Saturday, January 29, 2022

 Reflections (week of Jan 31, 2022)

One question Page-Fort asked during the lecture on Friday stuck with me in particular: with what should we replace the term “native speaker”? Page-Fort asked our thoughts about the word “fluent,” and then the lecture quickly diverged into a conversation about the words often used to describe translations and which words we like or dislike. My gut reaction is to say that I don’t want the notion of “native speaker” replaced by anything at all. The notion falsely suggests to language learners that there is a point at which one becomes perfect, but that point is forever out of reach if you were not born in the “right” place. It keeps intelligent, thoughtful learners, translators, and teachers from doing certain projects or jobs. As the world grows increasingly bilingual, it leaves many lost as to which language really is their so-called “native” one.
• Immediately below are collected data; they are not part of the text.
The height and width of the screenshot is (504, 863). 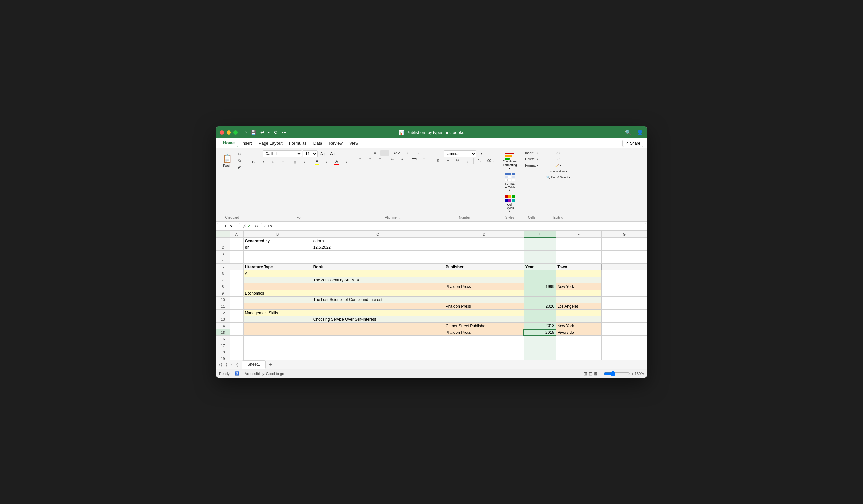 I want to click on orientation-button: ab↗, so click(x=397, y=153).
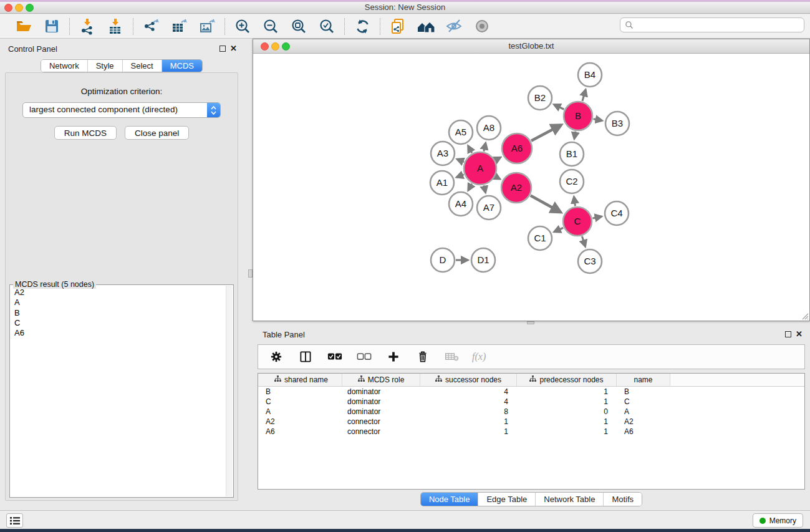 Image resolution: width=810 pixels, height=532 pixels. What do you see at coordinates (470, 187) in the screenshot?
I see `edge-A-A4` at bounding box center [470, 187].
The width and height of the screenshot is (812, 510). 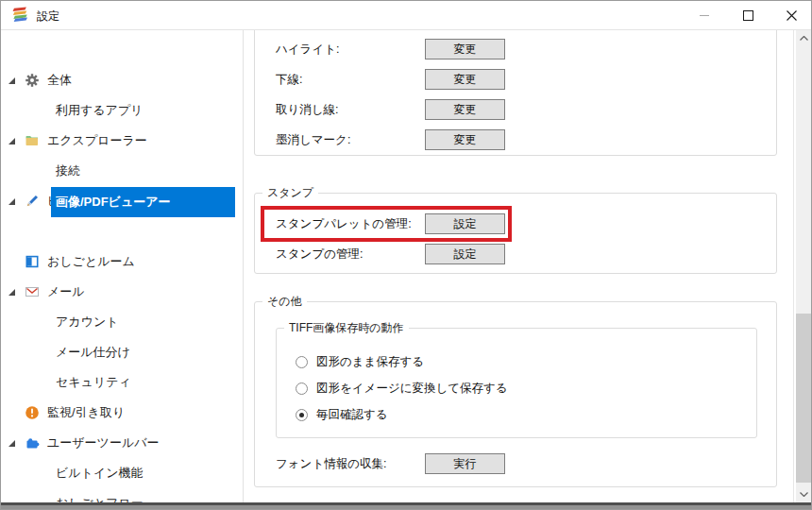 What do you see at coordinates (308, 110) in the screenshot?
I see `strikethrough-label: 取り消し線:` at bounding box center [308, 110].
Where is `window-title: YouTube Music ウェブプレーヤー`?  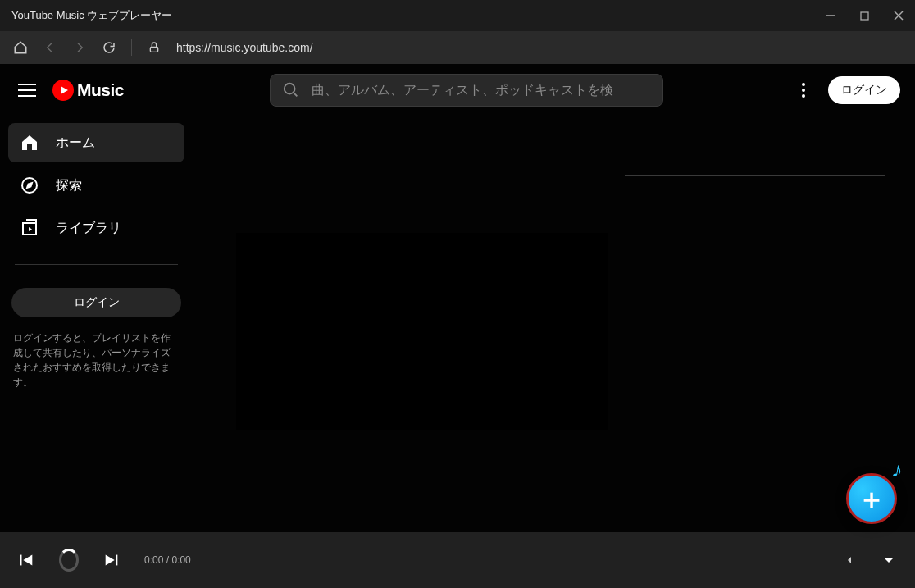 window-title: YouTube Music ウェブプレーヤー is located at coordinates (92, 16).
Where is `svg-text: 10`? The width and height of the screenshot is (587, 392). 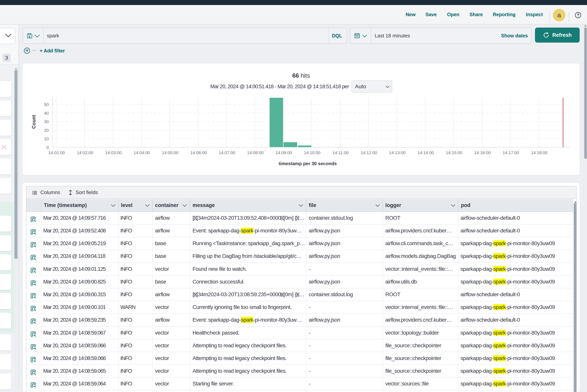 svg-text: 10 is located at coordinates (46, 139).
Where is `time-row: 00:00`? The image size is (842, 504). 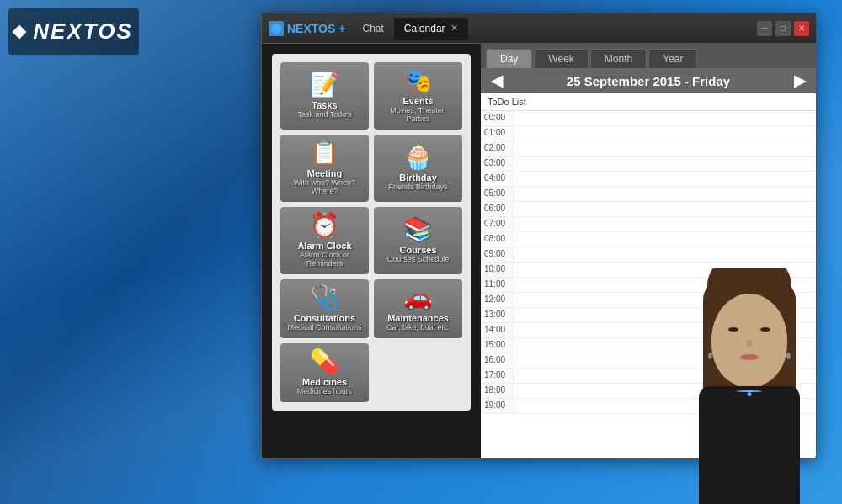 time-row: 00:00 is located at coordinates (648, 119).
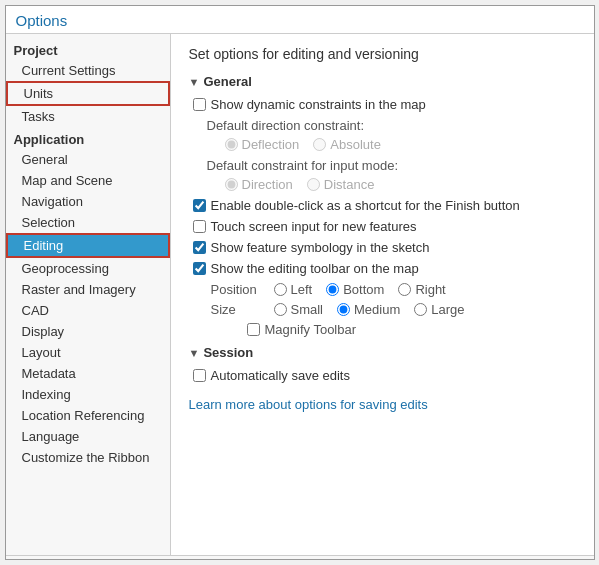 The image size is (599, 565). What do you see at coordinates (88, 246) in the screenshot?
I see `sidebar-item-editing: Editing` at bounding box center [88, 246].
I wonder what alternative words there are, but mostly, I wonder: Do we really need this notion at all? Could we think not of an alternative term but rather an alternative approach altogether? 


Page-Fort also mentioned the Netflix series Narcos and talked about how its international success spurred Netflix to invest more in the production of “foreign” series and films. She pointed to how this might spur the translation of more books in translation (if people like a “foreign” series that is based on a book, for instance). In Esther Allen’s article “The Crazed Euphoria of Lucrecia Martel’s [film] ‘Zama,’” she touches on a somewhat similar idea, writing: “Taken together, book and film bring new understanding to one another, and come to form a single work of art.” Often when a book is made into a movie, people will ask: which was “better,” the book or the movie? I like how Allen eschews all comparison here and says instead that the two works inform and complement one another, even becoming one. On top of that, I like how translation here is not limited to translation of written text: translation can be moving from one culture to other cultures, one language to another language, one medium to another medium.


Finally, I hope that Esther Allen will talk more about silence in her upcoming lecture. She discussed the importance of silence in Di Benedetto’s work in the articles we read this week, but I wondered how she would actually translate silence. I see how silence is built into “Ace:” the girl, Rosa Esther, keeps quiet for her safety, and the man who teachers her chess and his daughter speak minimally to each other, a sign of their strained relationship. Dialogue throughout the story is brief and unaccompanied by any “he said” or “she said” clauses. Still, I’d like to know more about the ways in which Di Benedetto and Esther create and translate silence in writing.